Young Kevin was at this time a handsome youth, and had unconsciously won the affections of a beautiful maiden, who once followed him to the woods. The young saint perceiving her, threw himself into a bed of nettles, and then gathering a handful scourged the maiden with the burning weeds. "The fire without", says the biographer, "extinguished the fire within", and Kathleen repenting became a saint. There is no foundation for the story, which Moore has wedded to immortal verse, that Kevin flung the unhappy Kathleen from his cave, in the face of Ludguff, into the depths of the lake below. Kevin then retired into the wilds of the Glendalough valley, where he spent many years in a narrow cave, living alone with God in the practice of extreme asceticism. In the course of time, holy men gathered round him, and induced him to build the monastery, whose ruins still remain lower down in the more open valley to the east. Here his fame as a saint and scholar attracted crowds of disciples, so that Glendalough became for the east of Ireland what the Arran Islands were for the west -- a great school of sacred learning, and a novitiate in which the young saints and clergy were trained in virtue and self-denial.
One of the most celebrated of the pupils of St. Kevin at Glendalough was St. Moling, founder of the well-known monastery called from him St. Mullins on the left bank of the Barrow in the southwest of the County Carlow. Like his master Kevin, he was a man of learning and extreme austerity, living, it is said, for a long time, as Kevin did, in a hollow tree. He was also an elegant writer both in Latin and in Irish. Several Irish poems have been attributed to him, his prophecies were in wide circulation, and the "Yellow Book of St. Moling" was one of those which Keating had in his hands, but which has since been unfortunately lost. Of all the scholars of Glendalough, however, St. Laurence O'Toole was by far the most distinguished. A great scholar, bishop, patriot, and saint, he owed his entire training in virtue and in learning to this school. So far did he carry his devotion to St. Kevin that, even after he had become Archbishop of Dublin, he made it a practice to retire from the city, and spend the whole Lent in the very cave in the face of the rock over the lake where St. Kevin had lived so long alone with God.
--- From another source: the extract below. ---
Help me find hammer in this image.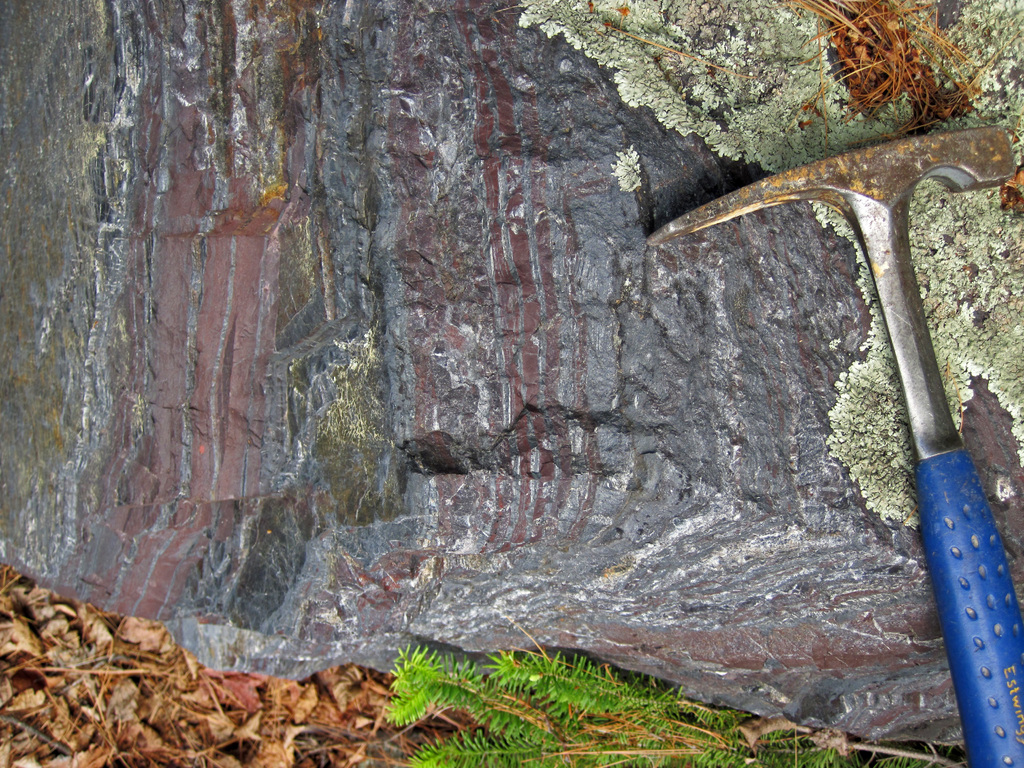
Found it: [641,122,1023,767].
The existing ruins at Glendalough still form a very striking scene in that wildly beautiful mountain valley. Within the area of the original enclosure are the great church, a cathedral, built probably in the time of St. Kevin, a fine round tower still 110 feet in height, the building called St. Kevin's Cro or kitchen, and the Church of the Blessed Virgin, for whom Kevin, like most of the Irish saints, had a particular devotion. The building called St. Kevin's kitchen was doubtless the private oratory and sleeping chamber of the saint, the latter being in the croft overhead, as in St. Columba's house at Kells.